The calluses on my bony hips slowly disappeared; the cracked skin patches usually covered by foam pads regained a normal moist consistency. I could wear tight tops now if I wanted to. I could embrace friends properly. The funny thing is, I didn’t take the armour off of my mind-set. I still thought I had to be perfect. If not in my body, which I learned to accept the way it was—one flank slightly more rounded than the other, the left shoulder higher than the right, with the knees rotated a bit inward—but I still had to be perfect in everything I made. It didn’t help my mother telling me, “You don’t have to be the best at everything, you should have more patience. You don’t just snap your fingers and succeed at things.”
I remember thinking: “What does she know?” And a pang of resentment would hit me when I recalled how relieved she was when I quit gymnastics.
The features of the corset became the attitude with which I treated myself. I was hard, rigid, heavy. And, like many unbendable objects, I was brittle too. During the treatment years I saw myself as flawed, graceless and bulky: Everything that gymnastics taught me to see as failure. And that was it, I couldn’t see anything else. I often defined myself through my shortcomings more than through my merits. It’s not easy to break such habits. It takes time, like learning how to hold the steering wheel firmly again after a brutal accident.

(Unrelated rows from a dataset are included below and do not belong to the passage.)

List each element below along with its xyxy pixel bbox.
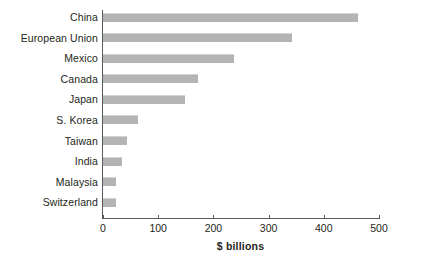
x-axis-title-text: $ billions — [217, 240, 265, 252]
category-label: Switzerland — [43, 197, 98, 208]
bar-row: Canada — [0, 72, 435, 93]
bar-track — [103, 115, 380, 124]
category-label: Canada — [61, 74, 98, 85]
x-tick-mark — [213, 215, 214, 219]
bar — [103, 198, 116, 207]
plot-area: ChinaEuropean UnionMexicoCanadaJapanS. K… — [0, 0, 435, 264]
category-label: China — [70, 12, 98, 23]
x-tick-mark — [158, 215, 159, 219]
category-label: Malaysia — [56, 177, 98, 188]
bar — [103, 74, 198, 83]
bar — [103, 33, 292, 42]
bar-track — [103, 157, 380, 166]
x-tick-label: 100 — [149, 222, 167, 234]
x-tick-label: 300 — [260, 222, 278, 234]
x-axis-title: $ billions — [0, 240, 435, 252]
x-tick-mark — [324, 215, 325, 219]
bar — [103, 115, 138, 124]
x-tick-label: 200 — [205, 222, 223, 234]
bar-track — [103, 177, 380, 186]
x-axis-ticks: 0100200300400500 — [0, 219, 435, 239]
bar-track — [103, 95, 380, 104]
bar-row: Taiwan — [0, 134, 435, 155]
bar-track — [103, 74, 380, 83]
bar-track — [103, 136, 380, 145]
bar-rows: ChinaEuropean UnionMexicoCanadaJapanS. K… — [0, 10, 435, 216]
category-label: Japan — [69, 94, 98, 105]
bar-row: Japan — [0, 92, 435, 113]
bar-chart: ChinaEuropean UnionMexicoCanadaJapanS. K… — [0, 0, 435, 264]
bar-row: Switzerland — [0, 195, 435, 216]
bar-row: Malaysia — [0, 175, 435, 196]
category-label: European Union — [21, 33, 98, 44]
bar-track — [103, 54, 380, 63]
bar-row: S. Korea — [0, 113, 435, 134]
category-label: Mexico — [64, 53, 98, 64]
bar — [103, 13, 358, 22]
x-tick-mark — [379, 215, 380, 219]
bar — [103, 54, 234, 63]
bar-track — [103, 198, 380, 207]
x-tick-label: 0 — [100, 222, 106, 234]
bar-track — [103, 33, 380, 42]
bar-row: China — [0, 10, 435, 31]
x-tick-label: 500 — [370, 222, 388, 234]
category-label: S. Korea — [56, 115, 98, 126]
bar — [103, 177, 116, 186]
bar-row: Mexico — [0, 51, 435, 72]
bar — [103, 157, 122, 166]
x-tick-mark — [269, 215, 270, 219]
bar — [103, 136, 127, 145]
category-label: India — [75, 156, 98, 167]
bar-row: India — [0, 154, 435, 175]
bar-row: European Union — [0, 31, 435, 52]
bar — [103, 95, 185, 104]
category-label: Taiwan — [65, 136, 98, 147]
bar-track — [103, 13, 380, 22]
x-tick-mark — [103, 215, 104, 219]
x-tick-label: 400 — [315, 222, 333, 234]
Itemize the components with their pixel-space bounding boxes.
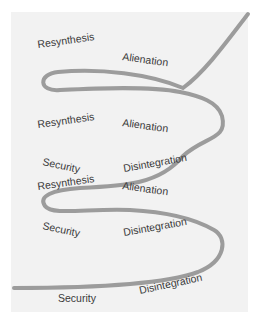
label-resynthesis-lower: Resynthesis	[37, 172, 95, 192]
label-alienation-lower: Alienation	[122, 179, 169, 197]
label-disintegration-middle: Disintegration	[122, 151, 187, 174]
label-disintegration-bottom: Disintegration	[138, 271, 203, 296]
label-resynthesis-middle: Resynthesis	[37, 110, 95, 130]
label-alienation-middle: Alienation	[122, 116, 169, 134]
labels-layer: Resynthesis Alienation Resynthesis Alien…	[0, 0, 260, 324]
label-security-lower: Security	[42, 219, 82, 239]
label-disintegration-lower: Disintegration	[122, 215, 187, 238]
label-security-bottom: Security	[58, 292, 97, 304]
label-security-middle: Security	[42, 155, 82, 175]
label-resynthesis-top: Resynthesis	[37, 30, 95, 50]
label-alienation-top: Alienation	[122, 50, 169, 68]
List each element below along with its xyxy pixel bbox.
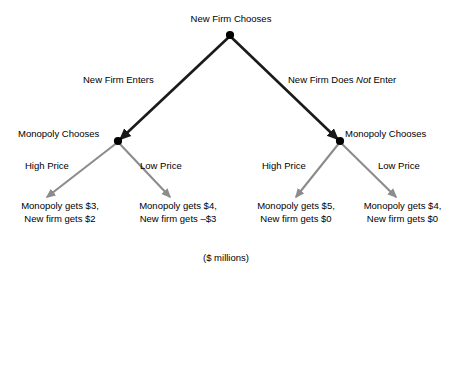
outcome-newfirm-payoff: New firm gets $0: [236, 213, 356, 226]
branch-label-left-high-price: High Price: [25, 160, 69, 172]
branch-label-left-low-price: Low Price: [140, 160, 182, 172]
units-caption: ($ millions): [176, 252, 276, 263]
root-node-label: New Firm Chooses: [181, 13, 281, 25]
branch-new-firm-enters: [121, 36, 231, 139]
outcome-not-enter-low-price: Monopoly gets $4, New firm gets $0: [352, 200, 453, 225]
outcome-newfirm-payoff: New firm gets $0: [352, 213, 453, 226]
outcome-monopoly-payoff: Monopoly gets $4,: [352, 200, 453, 213]
tree-branches-svg: [0, 0, 453, 366]
branch-label-right-high-price: High Price: [262, 160, 306, 172]
branch-label-new-firm-enters: New Firm Enters: [83, 74, 154, 86]
left-monopoly-node-label: Monopoly Chooses: [18, 128, 99, 140]
branch-label-suffix: Enter: [371, 74, 396, 85]
game-tree-diagram: New Firm Chooses New Firm Enters New Fir…: [0, 0, 453, 366]
outcome-not-enter-high-price: Monopoly gets $5, New firm gets $0: [236, 200, 356, 225]
outcome-newfirm-payoff: New firm gets $2: [0, 213, 120, 226]
branch-label-right-low-price: Low Price: [378, 160, 420, 172]
outcome-newfirm-payoff: New firm gets –$3: [118, 213, 238, 226]
branch-new-firm-does-not-enter: [230, 36, 338, 139]
outcome-enter-high-price: Monopoly gets $3, New firm gets $2: [0, 200, 120, 225]
right-monopoly-node-label: Monopoly Chooses: [345, 128, 426, 140]
branch-label-italic-not: Not: [356, 74, 371, 85]
left-monopoly-decision-node: [114, 137, 122, 145]
outcome-monopoly-payoff: Monopoly gets $3,: [0, 200, 120, 213]
outcome-enter-low-price: Monopoly gets $4, New firm gets –$3: [118, 200, 238, 225]
outcome-monopoly-payoff: Monopoly gets $5,: [236, 200, 356, 213]
branch-label-prefix: New Firm Does: [288, 74, 356, 85]
root-decision-node: [226, 31, 234, 39]
branch-label-new-firm-does-not-enter: New Firm Does Not Enter: [288, 74, 396, 86]
outcome-monopoly-payoff: Monopoly gets $4,: [118, 200, 238, 213]
right-monopoly-decision-node: [336, 137, 344, 145]
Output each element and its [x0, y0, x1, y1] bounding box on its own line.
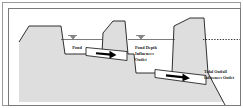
label-pond-depth-influences-outlet: Pond Depth Influences Outlet [135, 45, 157, 62]
figure-inner-border: Pond Pond Depth Influences Outlet Tidal … [8, 8, 241, 106]
water-surface-triangle-icon-pond [68, 36, 77, 40]
cross-section-diagram: Pond Pond Depth Influences Outlet Tidal … [9, 9, 241, 106]
water-surface-triangle-icon-mid [136, 36, 145, 40]
label-tidal-outfall-line-1: Tidal Outfall [204, 69, 228, 74]
label-pond-depth-line-3: Outlet [135, 57, 147, 62]
label-tidal-outfall-influences-outlet: Tidal Outfall Influences Outlet [204, 69, 235, 80]
label-pond: Pond [72, 45, 82, 50]
label-pond-depth-line-2: Influences [135, 51, 154, 56]
label-tidal-outfall-line-2: Influences Outlet [204, 75, 235, 80]
label-pond-depth-line-1: Pond Depth [135, 45, 157, 50]
figure-outer-border: Pond Pond Depth Influences Outlet Tidal … [2, 2, 241, 106]
figure-frame: Pond Pond Depth Influences Outlet Tidal … [0, 0, 243, 108]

It happens sometimes now that I watch gymnastics videos online. I get hypnotized by the glittery hoops, rotating at high speed in the air. How much time I spent decorating my hoop with silver and blue tape. I look at the clubs whirling in the gymnast’s hands and recall the bleeding blisters on my thumbs. I observe their trajectory while descending after a throw. I feel the anxiety that used to take me after I threw the clubs myself. The desperate hope to be fast enough to do the somersaults so I wouldn’t get hit by the landing gear. Clubs are the most choreographic instruments. They always made me do the ball exercise. “It suits you.” “It matches the way you move.” “It’s the most elegant.” At least it didn’t hurt that much when the ball hit me after a missed catch.
The gymnasts on the screen wear bodysuits full of sequins and fake-nude patches, they shimmer and deceive. They are obnoxiously tacky yet beautiful in their context. Colourful ribbons shaped into spirals and serpentines, entwined in geometrical figures, thrown, caught—they are mesmerizing. How much effort I put into painting it with stripes to increase the optical effect. I’m fascinated by the athletes’ thin bodies and their impeccable routines, then I find myself monitoring if they are always synchronized. “Listen to the music!” “Count!” “Wait!” Checking if they do extra steps after the jumps. “Be still!” “Make the closure!” “Smile!”
I’m enchanted. But when the show is over it is mainly relief that I feel. I do not belong there anymore; I have escaped the tyranny of expectations. I learned to know my body as my property, not as a thing which needs to be straighter. I learned to know myself not as someone who needs to be, but as someone who is already being.